She looked at him long, and he was silent.
"Oh, what a man you are!" she cried suddenly. "What a man!"
He blushed like a girl at the praise, for her soul was in the words, and her great love for him, the only thing in all her life that had ever been above herself.
"What a man you are!" she said again, more softly. "Eleanor of Aquitaine, the Queen, the fairest woman in the world, would give you her soul and her body and the hope of her life to come—and you are faithful to a poor girl whom you loved when you were a boy! A hundred thousand brave men stand by to see me die, and you alone take death by the throat and strangle him off, as you would strangle a bloodhound, with those hands of yours! I send you out—oh, how selfishly!—that you may at least die bravely for your vow and leave me at sad peace with your memory, and you fight through a hell of foes and save the King and me and all, and come back to me in glory—my Guide of Aquitaine!"
She had risen and stood before him, her face dead white with passion, and her eyes deep-fired by a love that was beyond any telling. And though she would not move, her arms went out toward him.
"How can any woman help loving you!" she cried passionately.
She sank into her chair again, and covered her face with her hands. He stood still a moment, and then came and knelt on one knee beside her, resting his hand upon the carved arm of her chair.
"I cannot love you, but in so far as I may be faithful to another I give you my whole life," he said very gently.
As he spoke the last words, the curtain of the inner apartments was softly raised, and Beatrix stood there; for she had thought that the Queen was alone. But she heard not the beginning of the speech, and she grew quite cold, and could not speak nor go away.
Eleanor's hands left her face and fell together upon Gilbert's right.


▸ Work to complete:
From the entries that follow, pick out all lines holding "this".

Items from a figure collection
◇ ◇ ◇ ◇ ◇ ◇ ◇

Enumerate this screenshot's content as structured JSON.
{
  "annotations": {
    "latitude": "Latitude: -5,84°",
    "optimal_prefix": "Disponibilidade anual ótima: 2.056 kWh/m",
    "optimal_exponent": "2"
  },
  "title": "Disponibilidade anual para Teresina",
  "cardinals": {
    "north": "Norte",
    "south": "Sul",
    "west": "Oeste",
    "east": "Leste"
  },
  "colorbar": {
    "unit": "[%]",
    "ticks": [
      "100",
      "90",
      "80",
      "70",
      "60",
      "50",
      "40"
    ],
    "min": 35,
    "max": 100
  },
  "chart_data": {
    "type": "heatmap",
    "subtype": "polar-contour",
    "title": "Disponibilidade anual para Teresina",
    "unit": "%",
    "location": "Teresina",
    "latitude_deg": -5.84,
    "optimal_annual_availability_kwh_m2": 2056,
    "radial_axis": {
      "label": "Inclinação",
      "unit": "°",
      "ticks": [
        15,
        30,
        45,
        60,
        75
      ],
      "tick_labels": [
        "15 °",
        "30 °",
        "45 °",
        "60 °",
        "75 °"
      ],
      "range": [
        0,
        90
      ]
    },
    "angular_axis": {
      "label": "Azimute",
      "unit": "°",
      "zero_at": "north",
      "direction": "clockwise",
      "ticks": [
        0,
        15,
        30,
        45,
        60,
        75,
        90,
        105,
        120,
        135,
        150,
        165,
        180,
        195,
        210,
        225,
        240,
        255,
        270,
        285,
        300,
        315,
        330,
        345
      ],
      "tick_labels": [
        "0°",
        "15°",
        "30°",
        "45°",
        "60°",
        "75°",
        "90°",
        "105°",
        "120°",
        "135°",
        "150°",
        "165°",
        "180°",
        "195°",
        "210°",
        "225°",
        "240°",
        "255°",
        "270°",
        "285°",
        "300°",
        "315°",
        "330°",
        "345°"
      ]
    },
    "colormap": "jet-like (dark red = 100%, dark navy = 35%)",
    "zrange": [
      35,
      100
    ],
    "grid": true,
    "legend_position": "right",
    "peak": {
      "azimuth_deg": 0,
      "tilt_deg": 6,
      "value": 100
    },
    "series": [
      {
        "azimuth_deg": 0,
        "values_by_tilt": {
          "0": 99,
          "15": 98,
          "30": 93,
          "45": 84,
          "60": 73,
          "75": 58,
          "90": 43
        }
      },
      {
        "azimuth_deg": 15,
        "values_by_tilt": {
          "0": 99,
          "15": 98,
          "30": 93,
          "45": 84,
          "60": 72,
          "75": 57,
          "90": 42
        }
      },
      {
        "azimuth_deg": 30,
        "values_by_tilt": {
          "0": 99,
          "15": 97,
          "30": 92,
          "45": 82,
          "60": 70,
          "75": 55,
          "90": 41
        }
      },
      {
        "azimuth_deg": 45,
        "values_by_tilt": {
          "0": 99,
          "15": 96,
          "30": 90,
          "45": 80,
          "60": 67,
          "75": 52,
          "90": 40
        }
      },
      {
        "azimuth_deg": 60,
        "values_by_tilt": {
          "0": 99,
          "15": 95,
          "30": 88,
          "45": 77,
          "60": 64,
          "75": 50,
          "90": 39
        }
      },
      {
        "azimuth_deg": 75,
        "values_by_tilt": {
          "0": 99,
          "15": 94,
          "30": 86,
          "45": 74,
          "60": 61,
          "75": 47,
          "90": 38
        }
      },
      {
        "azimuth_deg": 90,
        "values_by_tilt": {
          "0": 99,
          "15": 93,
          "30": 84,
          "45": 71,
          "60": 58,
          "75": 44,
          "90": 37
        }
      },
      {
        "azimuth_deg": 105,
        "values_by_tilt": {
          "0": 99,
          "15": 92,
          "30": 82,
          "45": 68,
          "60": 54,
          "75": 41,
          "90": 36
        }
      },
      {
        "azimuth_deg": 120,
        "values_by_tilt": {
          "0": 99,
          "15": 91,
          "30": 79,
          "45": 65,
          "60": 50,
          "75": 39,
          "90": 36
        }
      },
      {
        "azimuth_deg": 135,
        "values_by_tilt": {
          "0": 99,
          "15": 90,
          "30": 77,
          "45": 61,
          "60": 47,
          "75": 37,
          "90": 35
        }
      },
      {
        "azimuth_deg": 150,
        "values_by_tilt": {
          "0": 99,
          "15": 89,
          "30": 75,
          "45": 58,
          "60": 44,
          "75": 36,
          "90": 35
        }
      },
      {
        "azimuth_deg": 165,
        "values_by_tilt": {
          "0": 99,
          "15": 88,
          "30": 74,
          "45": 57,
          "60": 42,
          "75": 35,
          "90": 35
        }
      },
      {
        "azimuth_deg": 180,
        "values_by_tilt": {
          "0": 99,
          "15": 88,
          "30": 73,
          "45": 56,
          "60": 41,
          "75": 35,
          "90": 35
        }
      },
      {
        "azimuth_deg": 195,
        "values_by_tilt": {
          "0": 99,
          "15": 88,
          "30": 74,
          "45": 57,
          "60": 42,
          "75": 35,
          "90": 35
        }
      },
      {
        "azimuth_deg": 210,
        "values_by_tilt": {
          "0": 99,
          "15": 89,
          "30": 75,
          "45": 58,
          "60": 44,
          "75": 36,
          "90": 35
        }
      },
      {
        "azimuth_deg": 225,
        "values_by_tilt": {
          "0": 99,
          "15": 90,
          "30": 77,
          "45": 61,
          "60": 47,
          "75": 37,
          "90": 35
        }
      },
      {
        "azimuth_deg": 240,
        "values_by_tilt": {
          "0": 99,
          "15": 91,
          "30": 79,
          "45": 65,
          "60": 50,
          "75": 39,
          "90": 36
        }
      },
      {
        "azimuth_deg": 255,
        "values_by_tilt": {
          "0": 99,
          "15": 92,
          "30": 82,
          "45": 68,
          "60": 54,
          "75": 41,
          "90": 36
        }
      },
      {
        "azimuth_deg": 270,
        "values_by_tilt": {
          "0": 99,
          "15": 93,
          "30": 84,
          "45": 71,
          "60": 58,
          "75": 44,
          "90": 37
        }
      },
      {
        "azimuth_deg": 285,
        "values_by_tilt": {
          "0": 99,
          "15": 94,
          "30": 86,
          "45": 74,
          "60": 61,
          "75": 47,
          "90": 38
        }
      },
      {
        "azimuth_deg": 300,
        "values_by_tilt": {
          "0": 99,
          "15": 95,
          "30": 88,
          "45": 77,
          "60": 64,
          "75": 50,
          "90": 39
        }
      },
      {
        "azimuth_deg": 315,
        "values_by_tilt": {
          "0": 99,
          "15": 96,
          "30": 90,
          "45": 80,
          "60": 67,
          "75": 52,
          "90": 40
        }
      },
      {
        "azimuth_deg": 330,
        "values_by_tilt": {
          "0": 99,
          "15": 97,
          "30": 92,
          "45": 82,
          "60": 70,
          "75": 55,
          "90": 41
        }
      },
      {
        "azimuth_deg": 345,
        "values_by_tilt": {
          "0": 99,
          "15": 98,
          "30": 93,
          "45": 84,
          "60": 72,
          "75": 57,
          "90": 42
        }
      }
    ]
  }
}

◇ ◇ ◇ ◇ ◇ ◇ ◇

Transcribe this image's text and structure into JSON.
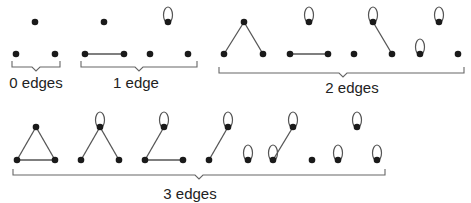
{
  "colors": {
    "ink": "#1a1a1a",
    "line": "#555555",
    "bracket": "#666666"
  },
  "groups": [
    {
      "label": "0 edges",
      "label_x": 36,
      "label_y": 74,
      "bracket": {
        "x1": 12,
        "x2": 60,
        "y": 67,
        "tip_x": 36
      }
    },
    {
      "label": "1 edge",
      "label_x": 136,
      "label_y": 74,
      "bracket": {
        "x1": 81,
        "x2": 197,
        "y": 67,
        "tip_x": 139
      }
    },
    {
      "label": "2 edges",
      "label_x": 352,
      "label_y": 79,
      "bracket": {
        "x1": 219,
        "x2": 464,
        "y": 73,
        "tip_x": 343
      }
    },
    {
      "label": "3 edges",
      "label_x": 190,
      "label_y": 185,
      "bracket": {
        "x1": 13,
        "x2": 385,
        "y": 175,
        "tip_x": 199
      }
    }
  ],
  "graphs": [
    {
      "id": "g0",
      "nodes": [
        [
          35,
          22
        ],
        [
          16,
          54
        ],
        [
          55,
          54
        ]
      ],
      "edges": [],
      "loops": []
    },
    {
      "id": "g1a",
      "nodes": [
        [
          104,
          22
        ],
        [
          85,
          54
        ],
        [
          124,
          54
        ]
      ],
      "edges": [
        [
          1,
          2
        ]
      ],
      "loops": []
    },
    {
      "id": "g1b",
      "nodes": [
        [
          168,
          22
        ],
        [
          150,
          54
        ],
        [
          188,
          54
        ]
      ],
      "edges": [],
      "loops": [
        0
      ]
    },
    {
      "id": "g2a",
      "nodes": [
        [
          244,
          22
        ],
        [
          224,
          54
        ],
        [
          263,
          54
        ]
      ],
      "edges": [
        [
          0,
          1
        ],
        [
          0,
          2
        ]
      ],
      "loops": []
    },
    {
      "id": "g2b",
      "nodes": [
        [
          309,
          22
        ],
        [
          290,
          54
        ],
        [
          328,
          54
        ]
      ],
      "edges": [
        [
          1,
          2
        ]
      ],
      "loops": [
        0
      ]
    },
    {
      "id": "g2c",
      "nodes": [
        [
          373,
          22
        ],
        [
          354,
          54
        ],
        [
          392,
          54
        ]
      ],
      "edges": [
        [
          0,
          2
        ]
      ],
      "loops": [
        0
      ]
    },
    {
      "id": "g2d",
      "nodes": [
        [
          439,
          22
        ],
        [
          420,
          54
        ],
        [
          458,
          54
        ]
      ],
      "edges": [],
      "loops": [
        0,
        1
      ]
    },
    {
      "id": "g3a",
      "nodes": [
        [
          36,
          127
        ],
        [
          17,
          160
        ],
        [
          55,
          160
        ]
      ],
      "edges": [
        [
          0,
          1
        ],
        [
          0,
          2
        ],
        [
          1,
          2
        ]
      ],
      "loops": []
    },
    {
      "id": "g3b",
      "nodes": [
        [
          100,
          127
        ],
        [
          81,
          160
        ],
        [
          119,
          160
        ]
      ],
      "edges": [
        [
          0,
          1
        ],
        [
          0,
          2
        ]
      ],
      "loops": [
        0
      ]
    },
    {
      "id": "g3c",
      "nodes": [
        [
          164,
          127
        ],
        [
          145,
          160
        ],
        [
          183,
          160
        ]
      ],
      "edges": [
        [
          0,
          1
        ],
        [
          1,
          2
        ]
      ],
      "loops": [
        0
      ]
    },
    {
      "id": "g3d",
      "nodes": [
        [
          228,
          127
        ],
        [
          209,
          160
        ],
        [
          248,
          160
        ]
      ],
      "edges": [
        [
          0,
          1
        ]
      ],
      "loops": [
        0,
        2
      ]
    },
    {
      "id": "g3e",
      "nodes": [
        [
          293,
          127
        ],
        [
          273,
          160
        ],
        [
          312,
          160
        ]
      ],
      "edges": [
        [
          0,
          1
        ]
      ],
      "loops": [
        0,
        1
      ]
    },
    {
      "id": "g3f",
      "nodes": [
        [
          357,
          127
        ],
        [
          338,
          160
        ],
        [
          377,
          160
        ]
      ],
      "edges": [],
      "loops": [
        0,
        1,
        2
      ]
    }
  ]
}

◇ ◇ ◇ ◇ ◇ ◇ ◇

▸ Response area:
Enumerate this screenshot's content as structured JSON.
Transcribe this image's text and structure into JSON.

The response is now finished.